Story by Dubwise-er.
Another What's On 'Rage Page' from Solem Bar (now Academy 3). Quite a cool line-up with ACR and Jayne County, plus the 'Extremely Wild and Wacky Cellar Disco'.
We’d often go on a Friday after the Poly closed, where you’d have to go round the back of the building and see if you could get in. We got to know the bouncers and although from time to time we’d get barred for being mischievous, they usually let us in, especially Dave, the silver-haired ol’ fox who was head of security and I think had a bit of a soft spot for us; most of the time we were just messing about or being young scallywags.
They used to stamp you with a fluoro stamp which glowed under an ultra-violet light as you went in to see bands. Of course by wetting the back of your hand you could transfer these stamps to each other and unless they got checked they usually did the trick. Occasionally you could blag it in with a band by pretending you were one of the roadies, XTC helped us out that way.
I also remember watching the best part of a Pretenders gig with UB4O as support from high up in a tree outside the hall...quite a good view really but hard to dance. Siouxsie and her Banshees, The Damned with The Anti Nowhere League, Slits with Don Letts were good ‘uns. Gang of Four, Misty in Roots, Squeeze, Deke Leonard, Doll by Doll, Bo Diddley, and quite a lot of other gigs, many of which I’ve probably mentioned along the way. A particularly memory, though, was John Cooper Clarke coming on at the end of a Wreckless Eric gig and them singing “Mad Dogs And Englishmen”, pure class...
The downstairs disco was good too. Lots of choice music and cheap booze and the occasional waft of poppers, (lots of brain cells I hopefully was never gonna need probably walked on by...). Of course you’d be leaping around like a frog in a sock and be as mad as a cut snake, as certain people are wont to say. One time, when hearing one of my firm favourites...perhaps Stranglers “Nice and Sleazy” or Cabaret Voltaire “Nag Nag Nag”, I got it into my head that it would be a good idea to charge across the dancefloor and finish with a somersault, but as I hadn’t really thought it through (and I didn’t know how to somersault) I just ended up flat on my back, and as I was wearing one of those heavier than lead bullet-belts (the height of fashion that particular season), I felt like what it must have felt like to be shot in the back. I’m not sure if my altered state had anything to do with it but I could hardly walk for a week. served me right for being a poseur.
We used to go to The Squat as well, which stood on the wasteland between The Union and the Contact Theatre where the Academy now stands. The last gig I saw in Manchester was Vic and Bob’s Big Night Out, Nov. 1990 in the newly opened building.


Task to complete: Scan the material below for the word "lines", then copy every line in which it appears.

(Source records begins)

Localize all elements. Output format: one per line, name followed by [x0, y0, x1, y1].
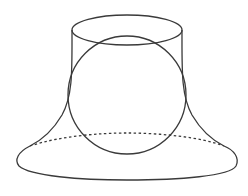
left-side-curve	[30, 30, 72, 146]
bottom-ellipse-back-dashed	[30, 133, 224, 146]
right-side-curve	[182, 30, 224, 146]
inscribed-sphere	[68, 36, 186, 154]
solid-of-revolution-diagram	[0, 0, 248, 196]
bottom-ellipse-front	[17, 146, 237, 180]
top-ellipse	[72, 15, 182, 45]
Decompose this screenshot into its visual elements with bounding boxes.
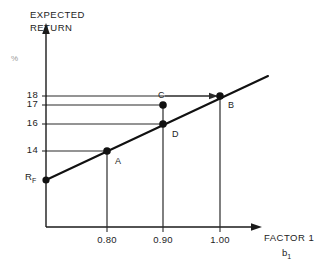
point-label-b: B <box>228 100 234 110</box>
x-tick-label-080: 0.80 <box>90 235 124 246</box>
y-tick-label-17: 17 <box>18 99 38 110</box>
rf-label-subscript: F <box>32 177 36 184</box>
vertical-reference-lines <box>107 96 220 227</box>
y-tick-label-16: 16 <box>18 118 38 129</box>
point-b <box>216 92 224 100</box>
point-label-c: C <box>158 90 165 100</box>
x-axis-symbol-subscript: 1 <box>287 253 291 260</box>
point-a <box>103 147 111 155</box>
point-rf <box>42 176 49 183</box>
c-annotation-arrow <box>165 93 218 99</box>
x-axis-title: FACTOR 1 <box>264 233 314 244</box>
y-tick-label-14: 14 <box>18 145 38 156</box>
x-tick-label-100: 1.00 <box>203 235 237 246</box>
point-label-a: A <box>115 156 121 166</box>
y-axis-unit-label: % <box>11 54 18 63</box>
x-tick-label-090: 0.90 <box>146 235 180 246</box>
x-axis-symbol: b1 <box>282 248 291 261</box>
y-axis-title-line1: EXPECTED <box>30 10 85 21</box>
y-axis-title-line2: RETURN <box>30 23 72 34</box>
x-tick-marks <box>107 227 220 232</box>
axes-group <box>42 23 262 231</box>
horizontal-reference-lines <box>46 96 220 151</box>
point-d <box>159 120 167 128</box>
rf-intercept-label: RF <box>25 172 36 185</box>
rf-label-base: R <box>25 171 32 182</box>
point-c-dot <box>159 101 167 109</box>
x-axis-arrowhead <box>251 223 262 231</box>
point-label-d: D <box>172 129 179 139</box>
security-market-line <box>46 76 268 180</box>
figure-canvas: EXPECTED RETURN % 18 17 16 14 0.80 0.90 … <box>0 0 332 274</box>
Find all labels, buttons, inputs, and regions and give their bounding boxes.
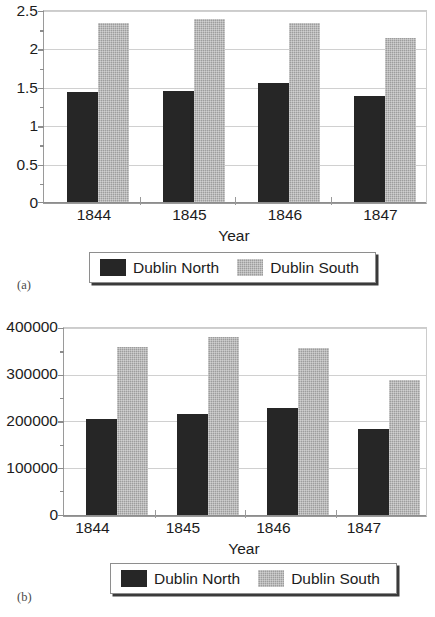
y-tick-label: 400000: [0, 319, 58, 335]
y-tick-label: 1: [0, 118, 38, 134]
y-tick-label: 2.5: [0, 3, 38, 19]
y-tick-major: [38, 165, 44, 166]
x-tick: [155, 510, 156, 518]
y-tick-major: [38, 126, 44, 127]
bar-south-1844: [98, 23, 129, 201]
y-tick-minor: [40, 69, 44, 70]
bar-south-1847: [389, 380, 420, 515]
x-tick: [140, 197, 141, 205]
bar-south-1845: [194, 19, 225, 202]
x-category-label: 1845: [148, 520, 218, 536]
bar-north-1845: [163, 91, 194, 202]
y-tick-minor: [60, 491, 64, 492]
bar-north-1845: [177, 414, 208, 514]
bar-north-1844: [67, 92, 98, 202]
bar-north-1846: [267, 408, 298, 514]
bar-south-1847: [385, 38, 416, 202]
chart-panel-a: 2.5 2 1.5 1 0.5 0: [0, 0, 435, 310]
bar-south-1846: [298, 348, 329, 514]
y-tick-minor: [60, 445, 64, 446]
bar-north-1847: [358, 429, 389, 514]
x-category-label: 1844: [59, 207, 129, 223]
plot-area-a: [43, 10, 427, 204]
y-tick-major: [38, 202, 44, 203]
y-tick-label: 100000: [0, 460, 58, 476]
y-tick-minor: [40, 30, 44, 31]
panel-tag-b: (b): [17, 591, 32, 604]
y-tick-major: [58, 328, 64, 329]
x-axis-title: Year: [43, 228, 425, 244]
legend-swatch-south-icon: [237, 259, 263, 276]
legend-label: Dublin North: [133, 260, 219, 276]
legend-label: Dublin North: [154, 571, 240, 587]
x-category-label: 1846: [239, 520, 309, 536]
legend-swatch-north-icon: [100, 259, 126, 276]
x-category-label: 1846: [250, 207, 320, 223]
bar-north-1844: [86, 419, 117, 515]
x-category-label: 1847: [329, 520, 399, 536]
chart-panel-b: 400000 300000 200000 100000 0: [0, 310, 435, 617]
legend-b: Dublin North Dublin South: [110, 563, 397, 594]
y-tick-label: 2: [0, 41, 38, 57]
x-category-label: 1845: [155, 207, 225, 223]
x-tick: [336, 510, 337, 518]
x-category-label: 1844: [58, 520, 128, 536]
y-tick-label: 1.5: [0, 80, 38, 96]
y-tick-label: 200000: [0, 413, 58, 429]
y-tick-major: [58, 375, 64, 376]
y-tick-label: 300000: [0, 366, 58, 382]
bar-south-1844: [117, 347, 148, 515]
legend-item-dublin-north: Dublin North: [121, 570, 240, 587]
y-tick-major: [38, 11, 44, 12]
gridline-400000: [64, 328, 426, 329]
x-category-label: 1847: [346, 207, 416, 223]
plot-area-b: [63, 327, 427, 517]
y-tick-label: 0: [0, 195, 38, 211]
bar-south-1845: [208, 337, 239, 514]
bar-south-1846: [289, 23, 320, 202]
y-tick-major: [38, 88, 44, 89]
x-axis-title: Year: [63, 541, 425, 557]
bar-north-1846: [258, 83, 289, 202]
legend-item-dublin-north: Dublin North: [100, 259, 219, 276]
legend-label: Dublin South: [291, 571, 380, 587]
y-tick-major: [58, 421, 64, 422]
legend-swatch-north-icon: [121, 570, 147, 587]
y-tick-major: [58, 468, 64, 469]
x-tick: [331, 197, 332, 205]
legend-label: Dublin South: [270, 260, 359, 276]
y-tick-major: [38, 49, 44, 50]
y-tick-major: [58, 515, 64, 516]
y-tick-label: 0.5: [0, 157, 38, 173]
legend-item-dublin-south: Dublin South: [237, 259, 359, 276]
y-tick-minor: [40, 184, 44, 185]
y-tick-label: 0: [0, 507, 58, 523]
y-tick-minor: [60, 351, 64, 352]
legend-a: Dublin North Dublin South: [89, 252, 376, 283]
bar-north-1847: [354, 96, 385, 201]
legend-item-dublin-south: Dublin South: [258, 570, 380, 587]
gridline-2.5: [44, 11, 426, 12]
y-tick-minor: [60, 398, 64, 399]
y-tick-minor: [40, 107, 44, 108]
y-tick-minor: [40, 145, 44, 146]
panel-tag-a: (a): [17, 279, 31, 292]
x-tick: [235, 197, 236, 205]
legend-swatch-south-icon: [258, 570, 284, 587]
x-tick: [245, 510, 246, 518]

(Source records ends)

Answer section:
vertical-reference-lines <box>107 96 220 227</box>
horizontal-reference-lines <box>46 96 220 151</box>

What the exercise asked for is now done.